Skip to content

kirkster96/yelp-analysis

Repository files navigation

Table of Contents

  1. About the project
  2. Building and running
  3. About the data
  4. What does it do?
  5. Contribute
  6. License
  7. Contact

About the project

Welcome to our Yelp Analysis project!

This is a non-commercial research project that aims to analyze and draw insights from the comprehensive dataset provided by Yelp, which you can access here:

https://www.kaggle.com/datasets/yelp-dataset/yelp-dataset

or here:

https://www.yelp.com/dataset

Building and running

1. Get the data

You must download the Yelp data set. I downloaded it from the kaggle link above.

then you must specify the path to each file in the src/main/resources/application.yaml.

data:
  businessfile: path/to/your/yelp_academic_dataset_business.json
  checkinfile: path/to/your/yelp_academic_dataset_checkin.json
  userfile: path/to/your/yelp_academic_dataset_user.json
  reviewfile: path/to/your/yelp_academic_dataset_review.json

2. Start the docker-compose.yml

You must start up the services provided by docker-compose.yml.

docker-compose.yml file is provided.

Step 1: Make sure Docker Desktop is installed on your machine. If it's not, you can download it from the official Docker website.

Step 2: Open the directory where the docker-compose.yml file resides in your terminal (PowerShell or Command Prompt on Windows).

Step 3: Run the following command:

docker compose up -d

This command will tell Docker to download and provision all necessary resources using the docker-compose.yml file.

3. Start the application

Now, start the Spring application using Maven

./mvnw spring-boot:run

To stop the application, press the following keys: ctrl + c

About the data

Yelp has given 5 files where each line contains a single record in JSON format. Something that is missing is a published JSON schema that describes the definitions of what is allowed to appear in the properties of any given JSON. A schema like this will eliminate any ambiguity about the data. (i.e. we can know when any given data is invalid by definition or if our interpretation of the data is wrong)

For example, a single JSON record from yelp_academic_dataset_business.json appears to have a attributes key in the property. The attributes property very clearly is of object type (i.e. it can contain properties), but there is no documentation provided by Yelp that enumerates the valid/expected properties and what they look like. It does make intuitive sense that attributes is made to be an object, because it is very easy to include a brand-new attribute about the business at any time.

The Yelp documentation for this data has the following:

// object, business attributes to values. note: some attribute values might be objects
    "attributes": {
        "RestaurantsTakeOut": true,
        "BusinessParking": {
            "garage": false,
            "street": true,
            "validated": false,
            "lot": false,
            "valet": false
        },
    },

Therefore, attribute can contain any key name with it's value being data type (e.g. string, number, another object...). Java/Kotlin, Spring, and Jackson (Spring's default JSON serialization/deserialization library) are perfectly capable of handling this type of dynamic data. Take a look at the data type that was given to attributes in the model Business.kt:

    val attributes: Map<String, Any>?

Business.kt represents the "blueprint" for how to construct and interact with a Business instance. All the Business JSONs will each be loaded into an object of this class and offer the same fields/capabilities. You can see that attributes is loaded into a map of key-value pairs. This supports a key name that could be anything and a value that could be any object.

The Open API Specification calls this key-value map a dictionary, and it is capable of handling data with this behavior. There is an upcoming section giving the big picture of what Open API Specification is. It would be nice if our API reported some of the "known" properties that can appear in attributes.

This is the basis for the first data analysis: Enumerate Business Attributes

What does it do?

The current purpose of this code is to learn and practice coding. Especially with Java, Kotlin, and Spring. The following subsections will explain the technology being used in this project.

Spring AI

Spring AI makes it easy to enable applications with generative AI. It provides many things to accelerate integration many AI services into existing Spring applications.

Learn more about how this project uses Spring AI here:

Spring Batch

Open API Specification

Open API Specification (OAS) offers brilliant tools for rapid development of REST API servers. The key idea is you can describe the entire API from a single YAML file.

It is totally free! This repository demonstrates its use.

It is actually possible to use swagger.io to display the swagger docs for us, without needing to start the application server. The following link shows the Swagger UI docs for the API this server offers.

REST API for yelp-analysis Services

Contribute

Feel free to contribute to this project by issuing a pull request. Any improvements or features you can offer to the project are welcome!

License

This project is open-source and available under the MIT License.

Contact

If you have any questions or would like more information about the project, please reach out!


Return every line in the entries below where the word "want" shows up.

Extracted data entries
╔══

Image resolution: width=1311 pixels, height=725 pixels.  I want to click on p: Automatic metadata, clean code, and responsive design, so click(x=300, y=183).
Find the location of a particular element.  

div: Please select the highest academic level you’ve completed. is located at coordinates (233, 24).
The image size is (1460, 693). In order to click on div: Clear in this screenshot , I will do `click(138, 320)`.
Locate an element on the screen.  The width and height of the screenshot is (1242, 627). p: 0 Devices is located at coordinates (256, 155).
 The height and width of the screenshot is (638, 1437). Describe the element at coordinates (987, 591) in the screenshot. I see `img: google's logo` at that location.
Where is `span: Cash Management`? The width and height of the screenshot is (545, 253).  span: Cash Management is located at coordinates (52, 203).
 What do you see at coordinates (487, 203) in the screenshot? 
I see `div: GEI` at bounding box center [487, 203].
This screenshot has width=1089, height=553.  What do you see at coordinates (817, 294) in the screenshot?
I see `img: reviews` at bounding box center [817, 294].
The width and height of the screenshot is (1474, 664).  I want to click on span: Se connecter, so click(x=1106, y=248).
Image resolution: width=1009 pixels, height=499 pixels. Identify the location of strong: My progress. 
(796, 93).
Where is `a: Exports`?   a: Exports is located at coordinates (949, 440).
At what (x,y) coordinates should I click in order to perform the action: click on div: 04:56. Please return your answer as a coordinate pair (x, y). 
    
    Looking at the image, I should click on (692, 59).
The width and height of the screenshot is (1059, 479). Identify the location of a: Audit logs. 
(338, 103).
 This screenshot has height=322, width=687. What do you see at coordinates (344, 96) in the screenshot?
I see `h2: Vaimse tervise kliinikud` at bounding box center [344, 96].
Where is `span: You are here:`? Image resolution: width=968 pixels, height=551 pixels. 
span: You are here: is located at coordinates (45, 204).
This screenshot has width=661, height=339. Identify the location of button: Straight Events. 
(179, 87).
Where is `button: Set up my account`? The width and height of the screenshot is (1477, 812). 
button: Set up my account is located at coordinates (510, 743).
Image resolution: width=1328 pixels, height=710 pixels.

╚══

Expected output:
Image resolution: width=1311 pixels, height=725 pixels.  I want to click on p: Automatic metadata, clean code, and responsive design, so click(x=300, y=183).
The width and height of the screenshot is (1474, 664).  I want to click on span: Se connecter, so click(x=1106, y=248).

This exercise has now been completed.